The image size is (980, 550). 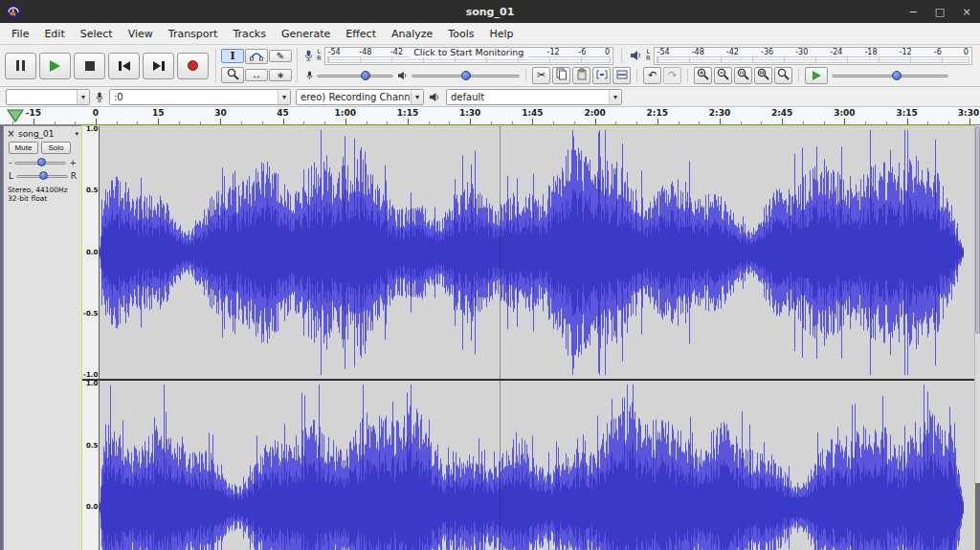 I want to click on window-title: song_01, so click(x=490, y=11).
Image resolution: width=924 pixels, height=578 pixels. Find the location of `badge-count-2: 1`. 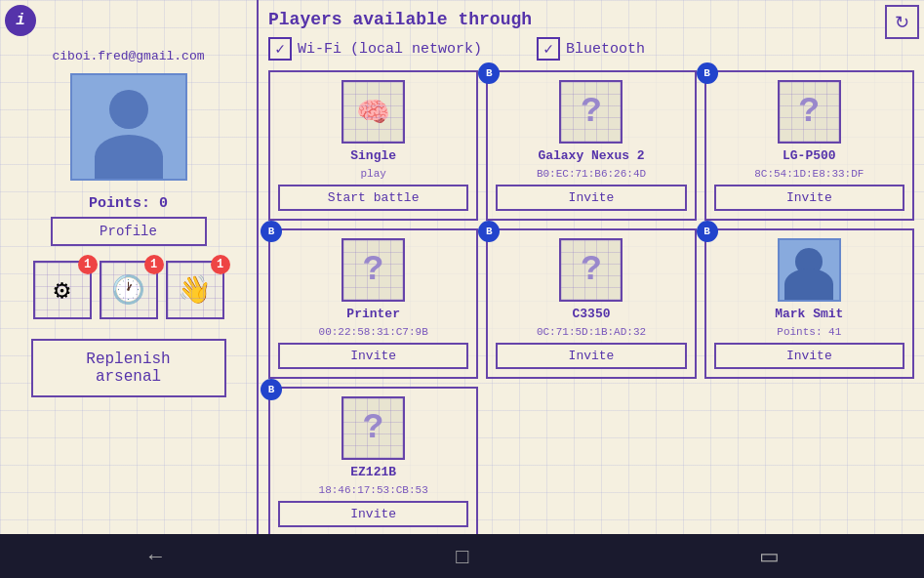

badge-count-2: 1 is located at coordinates (154, 265).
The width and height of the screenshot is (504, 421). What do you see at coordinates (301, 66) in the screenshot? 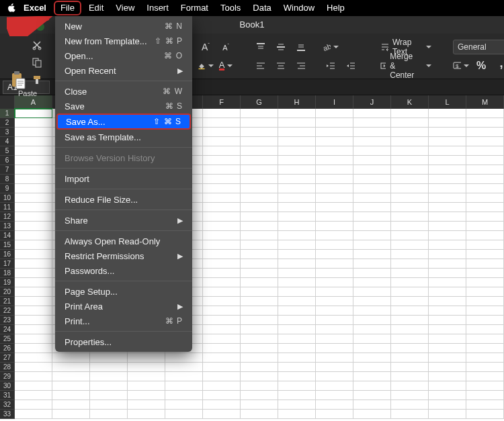
I see `align-right-button` at bounding box center [301, 66].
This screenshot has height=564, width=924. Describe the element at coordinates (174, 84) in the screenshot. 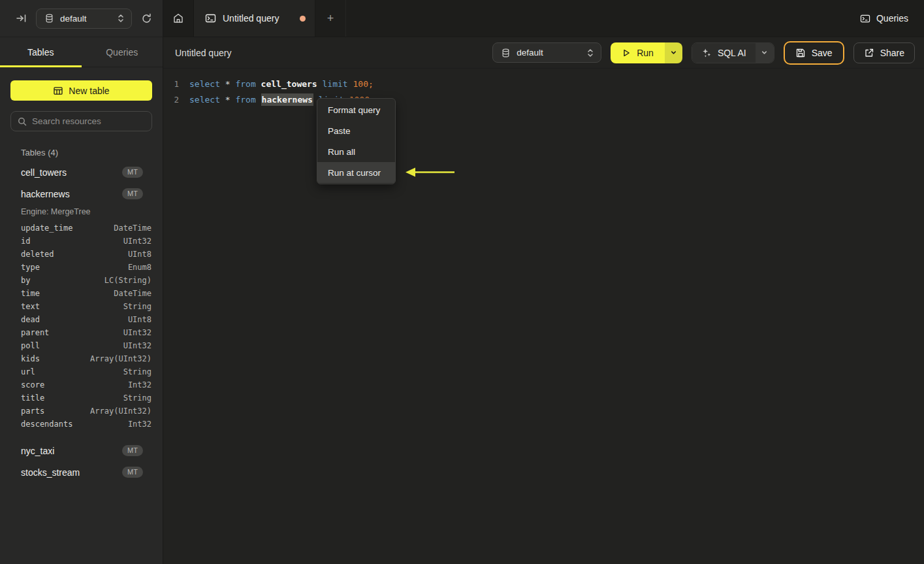

I see `line-number: 1` at that location.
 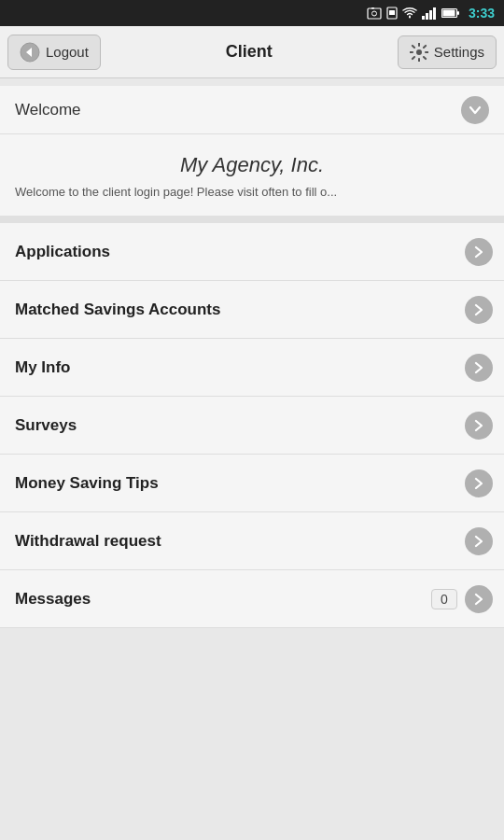 I want to click on menu-item-label-money-saving: Money Saving Tips, so click(x=87, y=483).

+ + + + +

Aim of the exercise.
Transcribe exactly, and without any pictures, each line from the one that holds "This screenshot has" through the final line of the material above.

Task result.
This screenshot has height=564, width=924. Describe the element at coordinates (174, 84) in the screenshot. 

I see `line-number: 1` at that location.
  I want to click on menu-item-label-money-saving: Money Saving Tips, so click(x=87, y=483).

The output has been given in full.